More than a week has passed, but my brain still swims in joy, appreciation, and disbelief.
It’s the understandable side effect of receiving a handwritten, personal letter from Carol Burnett earlier this month.
In it, she thanked me for sending I Think I’ll Prune the Lemon Tree to her as a gift for her birthday.
It’s my book of Arizona stories and St. Louis flashbacks, which includes a chapter on The Carol Burnett Show and the positive impact the program had on our family in the 1970s.
There is one other significant and unexpected side effect, which Carol’s letter has prompted: a touch of grief.
If you follow my blog or have read any of my books, you know that my mother–Helen Johnson–was the consummate letter writer.
From the late 1980s (when Mom retired) until 2010, she sent me more than a thousand letters laced with love and wisdom.
Some of them appear in From Fertile Ground. It is a three-generation writer’s mosaic about love, loss, and grief. I wrote and published the book a few years after my mother died in 2013.
Helen didn’t quite make it to ninety, the milestone Carol Burnett transcended recently. She came up six months short.
So, when Carol’s letter arrived in the mail it cued a few pangs of sadness and a familiar pleasure. One that has been missing from my life … missing from all of our lives … for a long time. That is the personal, human, and lasting connection produced by a handwritten letter.
With all of this as background, yesterday I pulled out the large blue plastic container that holds all of my mother’s letters–sent to Tom, Nick, Kirk, and me over the years. I have them classified by year.
I began to leaf through her 2003 correspondence. That was the year she turned eighty, on July 26, 2003, to be precise. My sister Diane and I hosted a big party for Mom that summer in Geneva, Illinois.
Family and friends traveled from near and far to attend Helen Johnson’s birthday dinner at the Mill Race Inn. We celebrated her first eighty years. Afterwards, we crossed a bridge over the Fox River to continue the party at the Herrington Inn, where many of our guests were staying.
At one point, a gentleman playing violin walked through the lobby. He asked my mother if she would like him to play Waltzing Matilda, her favorite song. (Matilda was her middle name.)
Mom’s eyes sparkled with glee as he stood over her. He slid the bow across the strings, and I watched her spirit soar. In short order, she began to sing … “Waltzing Matilda, waltzing Matilda, you’ll come a waltzing Matilda with me.”
Ordinarily, my mother didn’t enjoy being the center of attention. But, looking back, that moment in a posh hotel on the banks of the Fox River surrounded by loved ones may have been the happiest and most spontaneous moment of Helen Matilda Ferrell Johnson’s life.
If you’ve been doing the math as you read this story, you know that my mother’s 100th birthday is approaching. It’s just two months away. One of the best ways I can celebrate the memories of her is to read her letters, which she mailed to me.
In this one from May 26, 2003–twenty years ago–she recounted for Nick (my older son) and me that she and my dad bought their first new car (a black, four-door Plymouth) in Texas in February 1951.
I must have just told her about Nick’s first car, a used Toyota Camry, which his mom and I had just helped him buy when he was nineteen.
Whether a letter comes from a legend of stage and screen like Carol Burnett or someone who lived a more ordinary (yet still remarkable) life like my extraordinary mother, the words and the movement of the pen on the physical page speak directly from one heart to another … far exceeding the temporary status of a text, email, or phone call.
That’s the context and beauty–the magic, really–of an authentic, handwritten letter.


§ **WORK REQUIRED**: The records that follow must be repeated exactly, minus the images.

[[ DATA SHOWN, beginning ]]

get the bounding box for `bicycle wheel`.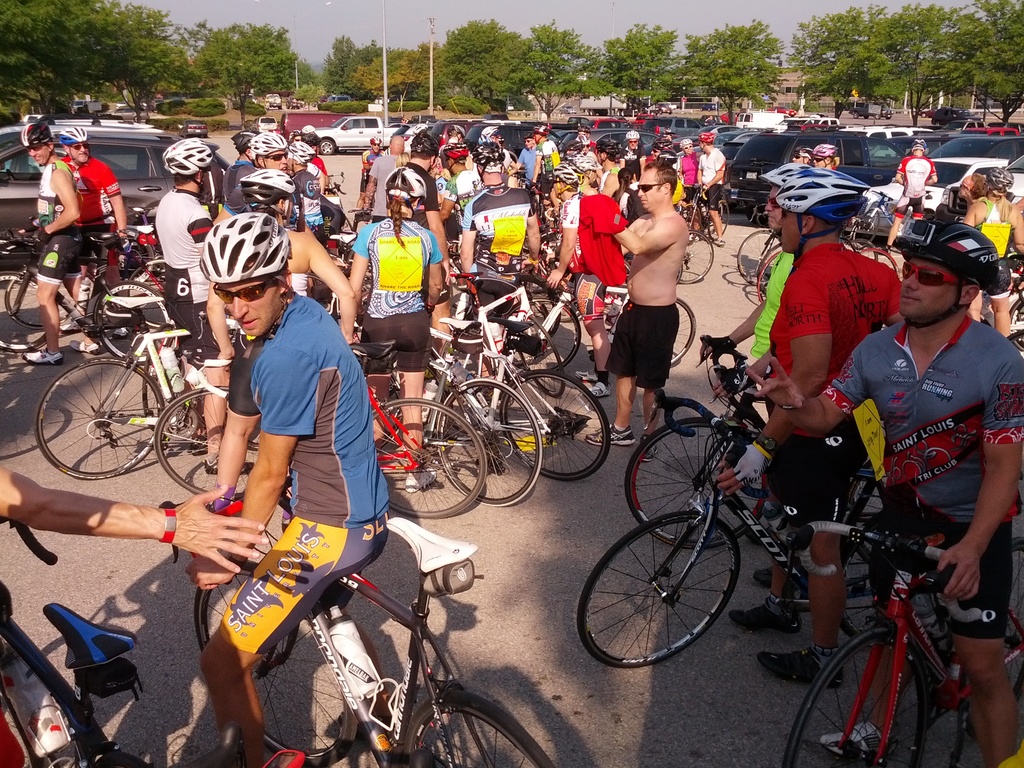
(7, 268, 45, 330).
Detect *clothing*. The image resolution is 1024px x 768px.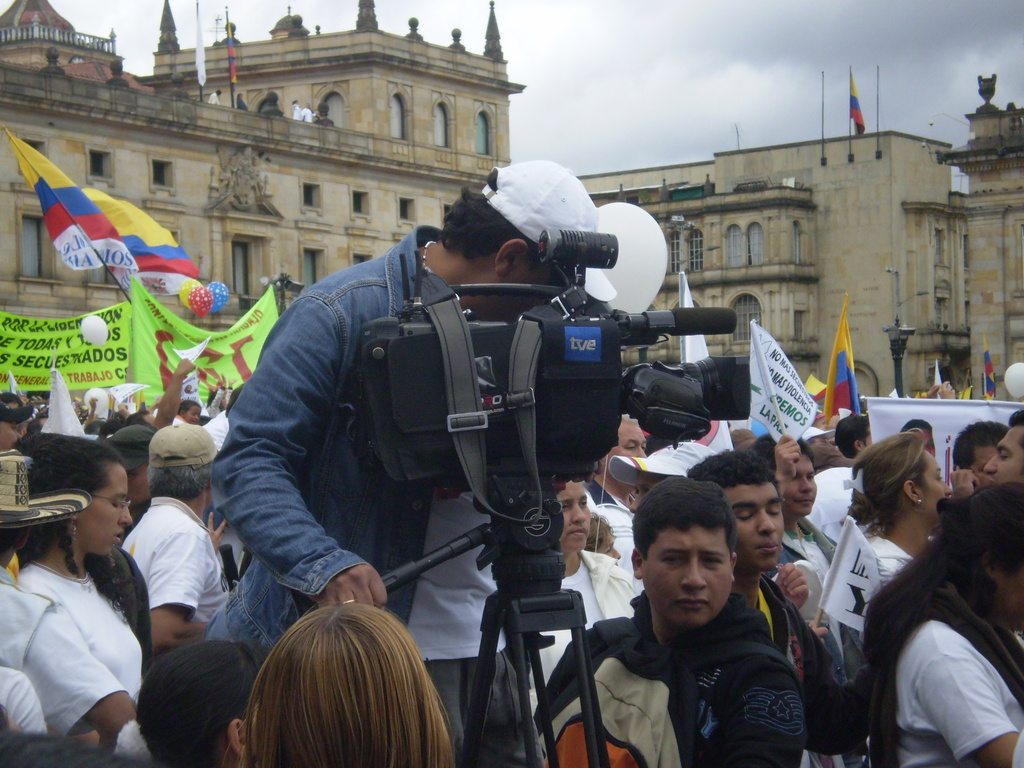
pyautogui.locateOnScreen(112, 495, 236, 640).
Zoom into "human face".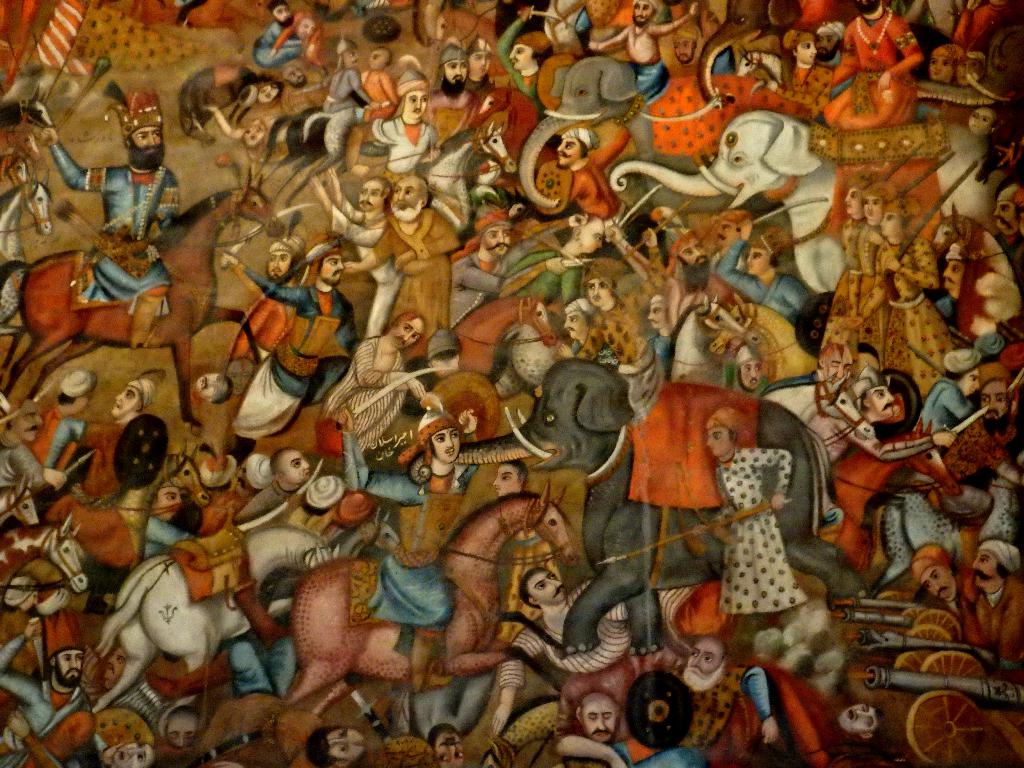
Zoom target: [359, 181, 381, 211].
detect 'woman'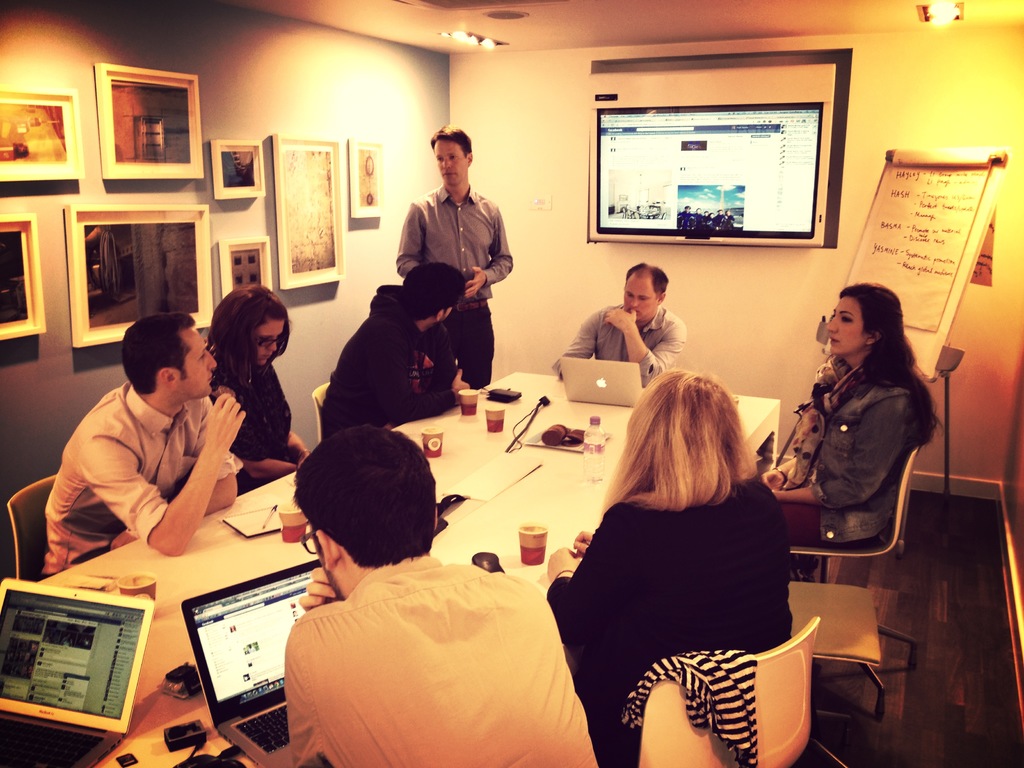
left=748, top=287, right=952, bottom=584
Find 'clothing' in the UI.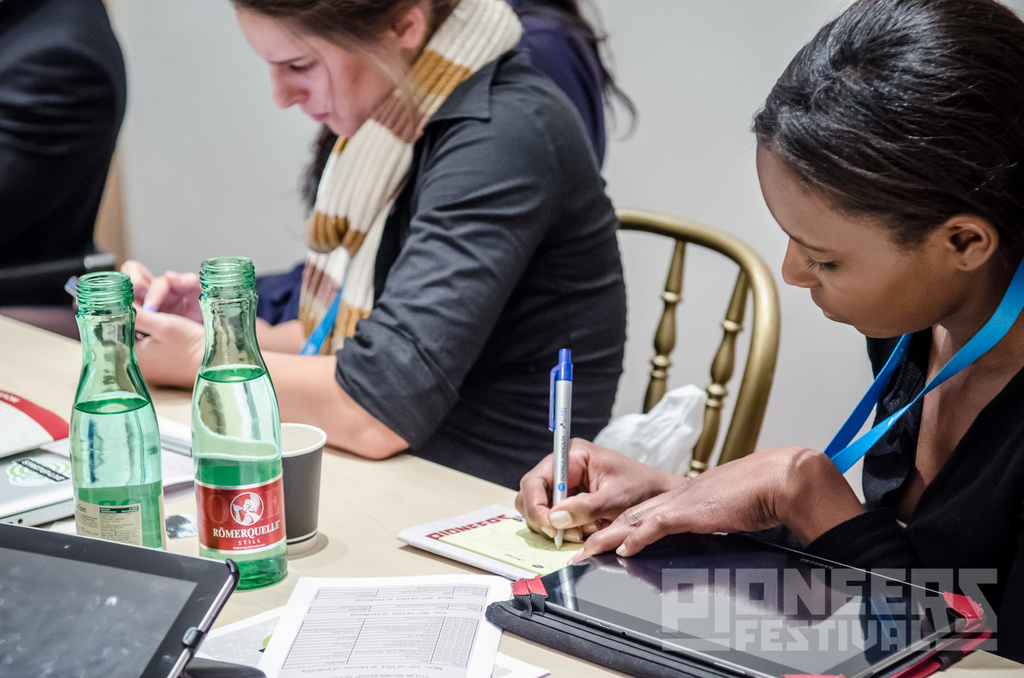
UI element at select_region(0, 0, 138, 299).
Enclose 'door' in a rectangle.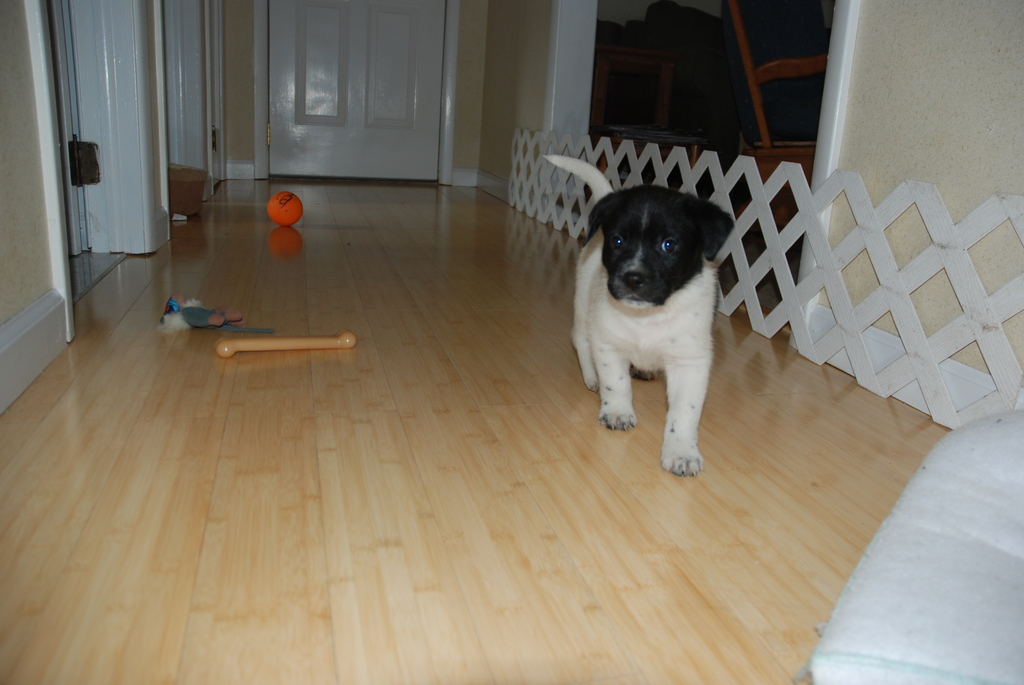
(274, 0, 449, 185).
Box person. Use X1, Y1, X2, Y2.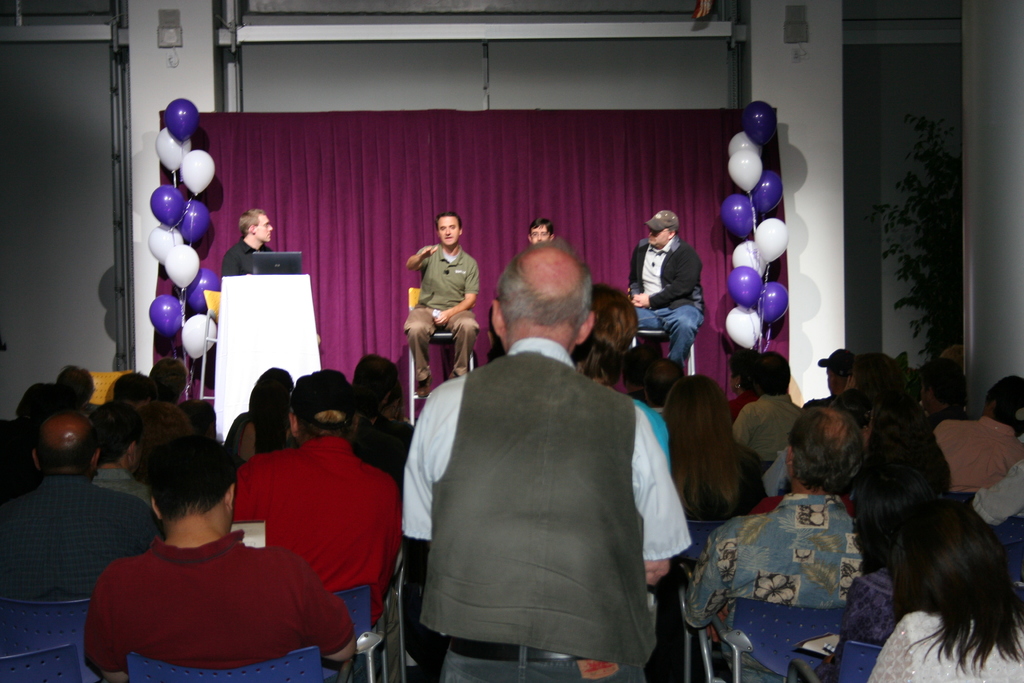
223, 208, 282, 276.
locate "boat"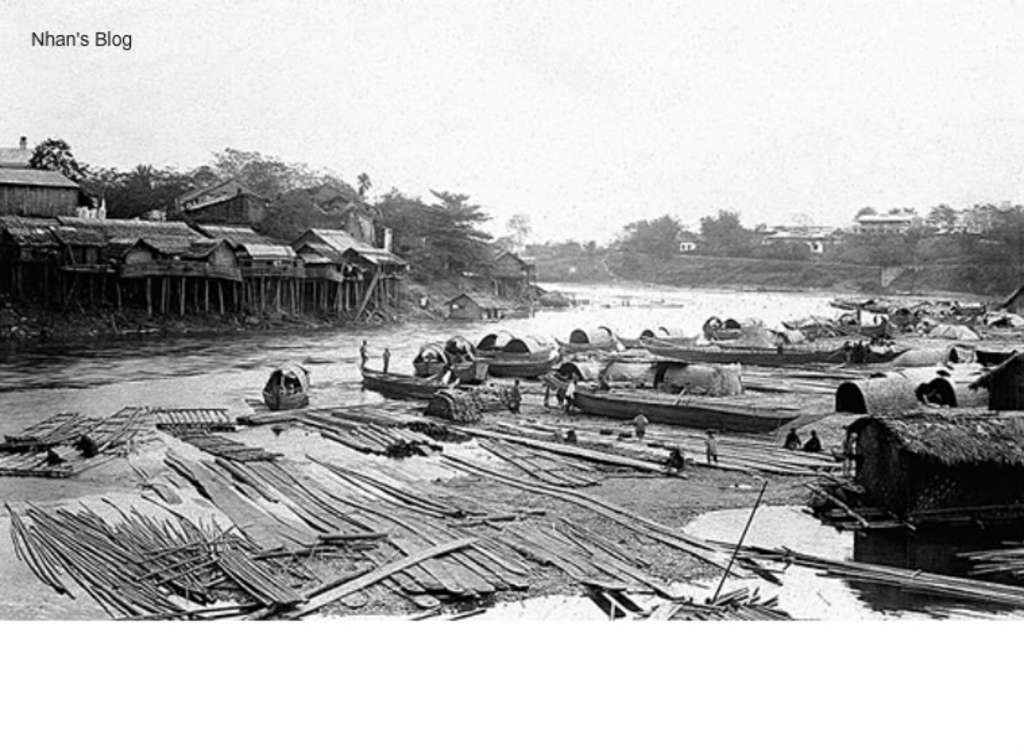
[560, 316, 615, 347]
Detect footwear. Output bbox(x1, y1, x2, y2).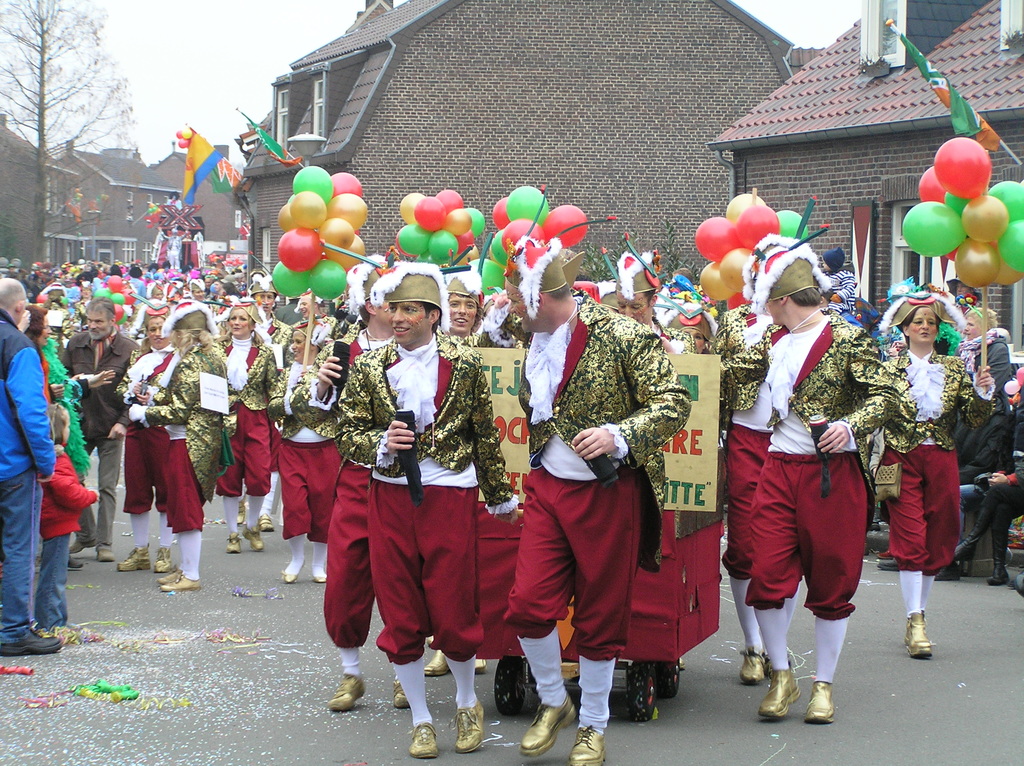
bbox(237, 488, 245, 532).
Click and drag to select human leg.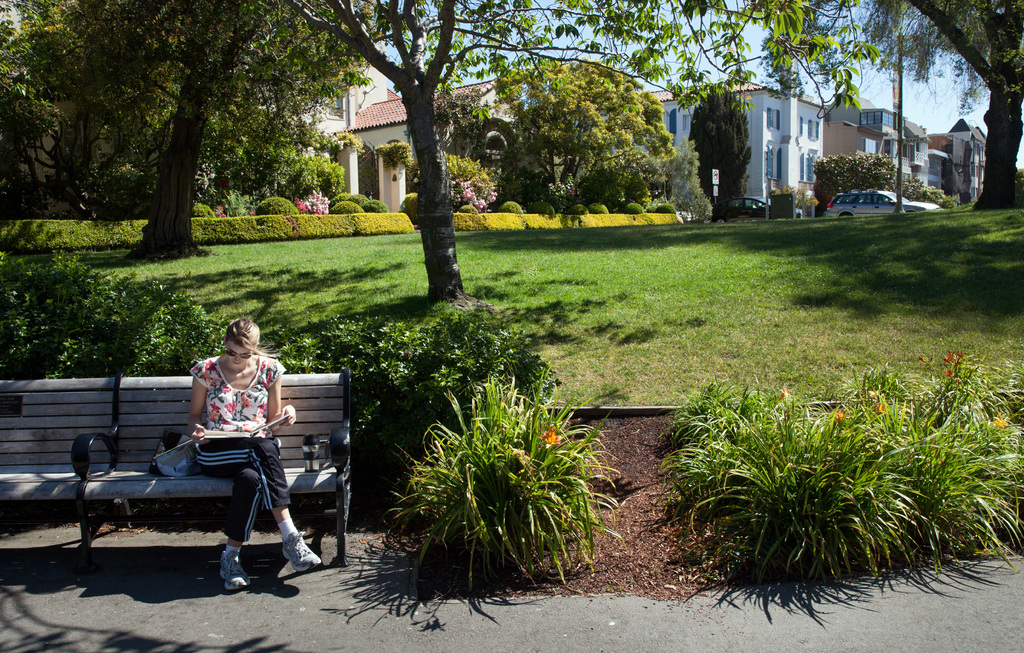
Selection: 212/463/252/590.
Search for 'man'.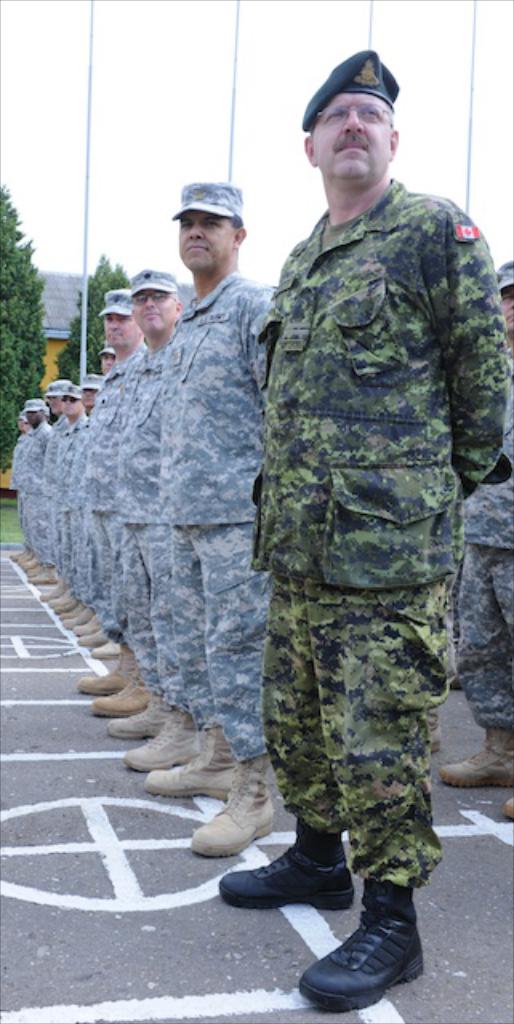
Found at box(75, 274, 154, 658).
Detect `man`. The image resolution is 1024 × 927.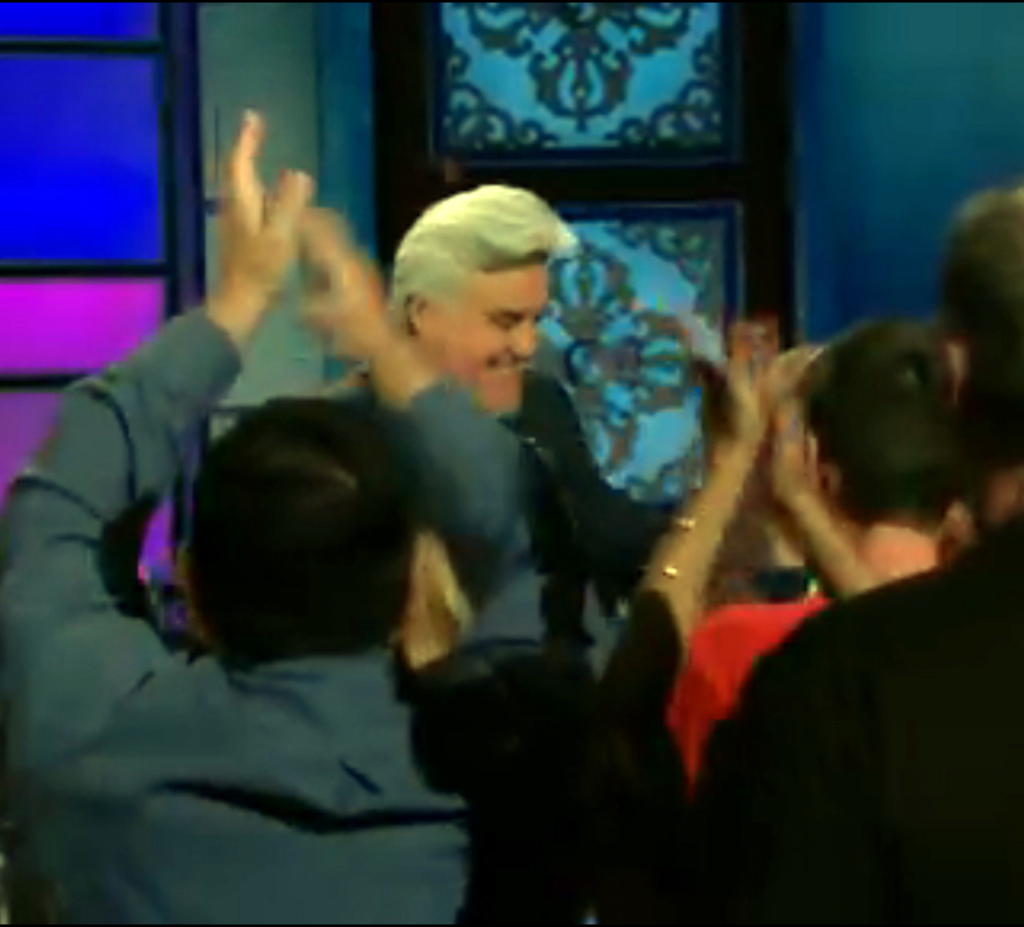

[[ DATA SHOWN, end ]]

§ **ANSWER SPACE**:
get the bounding box for `bicycle wheel`.
(7, 268, 45, 330).
Detect *clothing*. The image resolution is 1024px x 768px.
pyautogui.locateOnScreen(112, 495, 236, 640).
Zoom into "human face".
Zoom target: [359, 181, 381, 211].
detect 'woman'
left=748, top=287, right=952, bottom=584
Find 'clothing' in the UI.
UI element at select_region(0, 0, 138, 299).
Enclose 'door' in a rectangle.
(274, 0, 449, 185).
Box person. Use X1, Y1, X2, Y2.
223, 208, 282, 276.
locate "boat"
[560, 316, 615, 347]
Detect footwear. Output bbox(x1, y1, x2, y2).
bbox(237, 488, 245, 532).
Click and drag to select human leg.
Selection: 212/463/252/590.
Search for 'man'.
Found at box(75, 274, 154, 658).
Detect `man`. The image resolution is 1024 × 927.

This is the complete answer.